The Militant (logo)  

Vol. 80/No. 42      November 7, 2016

 
(front page)

NY police killing of mentally ill Deborah Danner
sparks outrage

Above, Scott Heins for Gothamist

Protest in Bronx, New York, Oct. 19, near where cop killed Deborah Danner. “As far as I know” schizophrenia “is not a fatal disease,” she wrote. But when cops were called while she was in distress, they shot her. Inset, Deborah Danner.

 
BY JOHN STUDER
NEW YORK — “We’re hurt, we’re neighbors,” protesters chanted as they marched through the streets of the Castle Hill neighborhood in the Bronx Oct. 19 against the killing of 66-year-old Deborah Danner by New York Police Department cop Hugh Barry. Danner was shot after neighbors called for help when she began acting erratically the night before.

Danner suffered from schizophrenia. “Its only ‘saving grace,’ if you will,” she wrote four years earlier in a poignant essay, “is that as far as I know it’s not a fatal disease.”

But the cops who answered the distress call were fatal. Claiming Danner was brandishing a bat while naked in her bedroom, Barry shot her twice, killing her.

Jennifer Danner was outside the apartment waiting to help when her sister was gunned down. She had been there before when authorities were called to take her sister to the hospital.

Danner’s neighbor Harold Deamues saw her shortly before the cops arrived. “I knew they were here for her,” he told the Gothamist. “They’ve come up at least 20 times.” Deamues, his wife and their baby daughter were among those who joined the protest the next night.

The case echoes the cop killing of Eleanor Bumpurs, another emotionally disturbed woman, in 1984. The cops were called by the New York City Housing Authority, which was trying to evict Bumpurs because she was behind on her rent. Officers stormed her Bronx apartment, said she had a knife, and shot her.

Bumpurs “was killed by police with a shotgun,” Danner wrote in her 2012 essay, “because they were not trained sufficiently in how to engage the mentally ill in crisis.”

Shantel Bumpurs, Eleanor’s granddaughter, was one of those who spoke out against the killing of Danner. “My family went through the same troubles but nothing has changed,” she told the New York Daily News.

Seeking to defuse protests, both Mayor Bill de Blasio and Police Commissioner James O’Neill took their distance from the killing. “Our officers are supposed to use deadly force only when faced with a dire situation,” de Blasio said. “It’s very hard for any of us to see that that standard was met.”

“What is clear in this one instance, we failed,” O’Neill said.

Barry, who was sued twice for police brutality in the last four years, has been placed on “modified duty.” The Bronx district attorney said he will investigate.

The Patrolmen’s Benevolent Association and other cop groups have campaigned for Barry to be exonerated and praised, including putting a full-page ad in the Daily News.

“The cops who shot Deborah Danner should be charged and prosecuted,” Jacob Perasso, Socialist Workers Party candidate for U.S. Senate from New York, told fellow protesters he spoke with at a rally in Newark, New Jersey, against police killings Oct. 24. “Protests against killings like this across the country have forced authorities to take some steps to rein in their cops. Working people need to keep joining together to demand action.”

Sheila Reid, whose son Jerame was killed by Bridgeton, New Jersey, cops in 2014, and Hawa Bah, whose son Mohamed was shot dead by NYPD cops in 2012 after she called for help when he was depressed, plan to join Perasso at a speakout against the killing of Danner at the New York Militant Labor Forum Fri., Oct. 28.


Exercise:
Only one thing is required: the number of lines in the entries below that contain "Total".
* * * * * * *
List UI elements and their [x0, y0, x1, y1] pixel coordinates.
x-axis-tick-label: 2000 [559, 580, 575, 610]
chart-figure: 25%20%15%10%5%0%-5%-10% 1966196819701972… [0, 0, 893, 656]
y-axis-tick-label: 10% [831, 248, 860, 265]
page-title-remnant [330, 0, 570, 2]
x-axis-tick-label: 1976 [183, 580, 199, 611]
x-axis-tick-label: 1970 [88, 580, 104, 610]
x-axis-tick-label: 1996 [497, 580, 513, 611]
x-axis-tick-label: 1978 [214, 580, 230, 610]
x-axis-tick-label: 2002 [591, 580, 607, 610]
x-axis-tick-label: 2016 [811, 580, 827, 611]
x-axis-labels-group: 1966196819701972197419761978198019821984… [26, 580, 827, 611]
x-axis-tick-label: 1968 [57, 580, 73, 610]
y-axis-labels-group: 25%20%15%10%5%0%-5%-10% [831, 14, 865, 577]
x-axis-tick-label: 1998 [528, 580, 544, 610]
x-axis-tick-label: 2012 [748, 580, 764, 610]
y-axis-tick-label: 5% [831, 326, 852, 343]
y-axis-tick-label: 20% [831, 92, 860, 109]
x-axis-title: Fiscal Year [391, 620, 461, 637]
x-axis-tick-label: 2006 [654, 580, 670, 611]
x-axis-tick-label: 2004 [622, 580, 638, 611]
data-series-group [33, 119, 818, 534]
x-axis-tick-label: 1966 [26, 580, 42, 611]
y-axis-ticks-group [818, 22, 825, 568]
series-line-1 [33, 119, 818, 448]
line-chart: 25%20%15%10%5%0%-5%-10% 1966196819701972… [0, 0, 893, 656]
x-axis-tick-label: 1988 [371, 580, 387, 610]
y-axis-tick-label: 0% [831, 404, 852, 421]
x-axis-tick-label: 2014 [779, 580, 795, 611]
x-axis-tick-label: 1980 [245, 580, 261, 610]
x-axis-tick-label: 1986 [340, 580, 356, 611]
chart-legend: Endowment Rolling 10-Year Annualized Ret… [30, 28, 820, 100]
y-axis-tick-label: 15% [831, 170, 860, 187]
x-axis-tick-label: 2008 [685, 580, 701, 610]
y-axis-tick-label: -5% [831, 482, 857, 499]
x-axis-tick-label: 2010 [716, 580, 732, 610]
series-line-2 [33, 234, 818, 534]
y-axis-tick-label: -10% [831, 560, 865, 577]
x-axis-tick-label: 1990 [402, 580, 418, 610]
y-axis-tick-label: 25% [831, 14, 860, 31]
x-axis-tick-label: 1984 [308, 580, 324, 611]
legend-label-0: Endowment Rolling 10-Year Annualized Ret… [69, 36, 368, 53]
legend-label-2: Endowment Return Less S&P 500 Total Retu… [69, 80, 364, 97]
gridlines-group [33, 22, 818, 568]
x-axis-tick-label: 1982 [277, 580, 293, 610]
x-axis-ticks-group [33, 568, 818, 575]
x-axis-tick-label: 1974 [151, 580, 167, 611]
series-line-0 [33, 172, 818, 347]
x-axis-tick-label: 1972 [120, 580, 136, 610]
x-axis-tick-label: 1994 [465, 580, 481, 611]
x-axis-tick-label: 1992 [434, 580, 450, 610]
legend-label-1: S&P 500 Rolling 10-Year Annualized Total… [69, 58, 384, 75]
* * * * * * *
Exercise result:
2